Adaptive joint distribution learning
Damir Filipovic, Michael Multerer, Paul Schneider
TL;DR
The paper addresses estimating joint distributions from samples with the crucial constraints of normalization and positivity by introducing the joint distribution learner (JDL) in a tensor-product RKHS. It derives a representer theorem that reduces the optimization to a bilinear form $h|_{\mathcal G} = {\bm K}_Y{\bm H}{\bm K}_X$, and proposes an adaptive low-rank scheme based on pivoted Cholesky and a double-orthogonal basis to enable fast learning on datasets with millions of points. Positivity tightenings (pointwise and single-inequality) and elementary error bounds are developed to maintain valid probability structures while keeping computation tractable.
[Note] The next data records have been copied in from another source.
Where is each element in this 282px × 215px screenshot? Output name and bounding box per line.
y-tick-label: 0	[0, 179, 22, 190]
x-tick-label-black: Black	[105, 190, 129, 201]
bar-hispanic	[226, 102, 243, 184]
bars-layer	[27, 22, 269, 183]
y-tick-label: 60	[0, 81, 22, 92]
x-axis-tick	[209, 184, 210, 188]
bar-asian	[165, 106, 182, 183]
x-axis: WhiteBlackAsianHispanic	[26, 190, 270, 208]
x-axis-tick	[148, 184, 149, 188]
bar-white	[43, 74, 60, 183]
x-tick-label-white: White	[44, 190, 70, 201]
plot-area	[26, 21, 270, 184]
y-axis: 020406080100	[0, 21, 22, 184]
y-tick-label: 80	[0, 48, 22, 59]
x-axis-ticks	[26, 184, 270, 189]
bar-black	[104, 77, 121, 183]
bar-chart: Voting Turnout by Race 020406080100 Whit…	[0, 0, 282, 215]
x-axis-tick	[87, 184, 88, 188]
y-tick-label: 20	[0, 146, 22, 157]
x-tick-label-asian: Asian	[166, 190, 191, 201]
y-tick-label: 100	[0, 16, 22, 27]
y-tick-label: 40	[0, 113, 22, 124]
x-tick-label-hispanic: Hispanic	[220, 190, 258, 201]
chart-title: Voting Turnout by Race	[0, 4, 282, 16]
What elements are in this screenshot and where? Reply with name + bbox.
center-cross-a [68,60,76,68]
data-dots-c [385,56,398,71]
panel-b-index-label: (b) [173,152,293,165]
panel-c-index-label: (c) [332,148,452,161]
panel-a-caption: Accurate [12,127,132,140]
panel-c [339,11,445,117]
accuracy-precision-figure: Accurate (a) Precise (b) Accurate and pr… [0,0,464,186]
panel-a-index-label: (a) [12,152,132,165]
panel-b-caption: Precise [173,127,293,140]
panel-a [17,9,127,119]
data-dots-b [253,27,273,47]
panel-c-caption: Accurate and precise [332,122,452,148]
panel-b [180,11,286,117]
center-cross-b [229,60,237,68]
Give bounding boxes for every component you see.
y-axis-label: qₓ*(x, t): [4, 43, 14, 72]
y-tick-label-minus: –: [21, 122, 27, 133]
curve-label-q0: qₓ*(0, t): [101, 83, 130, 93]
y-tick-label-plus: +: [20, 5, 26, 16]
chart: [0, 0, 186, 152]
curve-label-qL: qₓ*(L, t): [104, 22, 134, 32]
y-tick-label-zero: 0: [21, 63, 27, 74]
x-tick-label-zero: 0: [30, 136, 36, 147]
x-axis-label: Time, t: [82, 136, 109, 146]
Numerical experiments on conditional moments and binary classification show JDL and its polynomial variant JPDL outperform traditional CME and perform competitively with kernel logistic regression, with scalability to high dimensions and very large $n$. The approach thus provides a scalable, principled framework for learning joint and conditional distributions in complex, large-scale settings with rigorous structural guarantees.
Abstract
We develop a new framework for estimating joint probability distributions using tensor product reproducing kernel Hilbert spaces (RKHS). Our framework accommodates a low-dimensional, normalized and positive model of a Radon--Nikodym derivative, which we estimate from sample sizes of up to several millions, alleviating the inherent limitations of RKHS modeling. Well-defined normalized and positive conditional distributions are natural by-products to our approach. Our proposal is fast to compute and accommodates learning problems ranging from prediction to classification. Our theoretical findings are supplemented by favorable numerical results.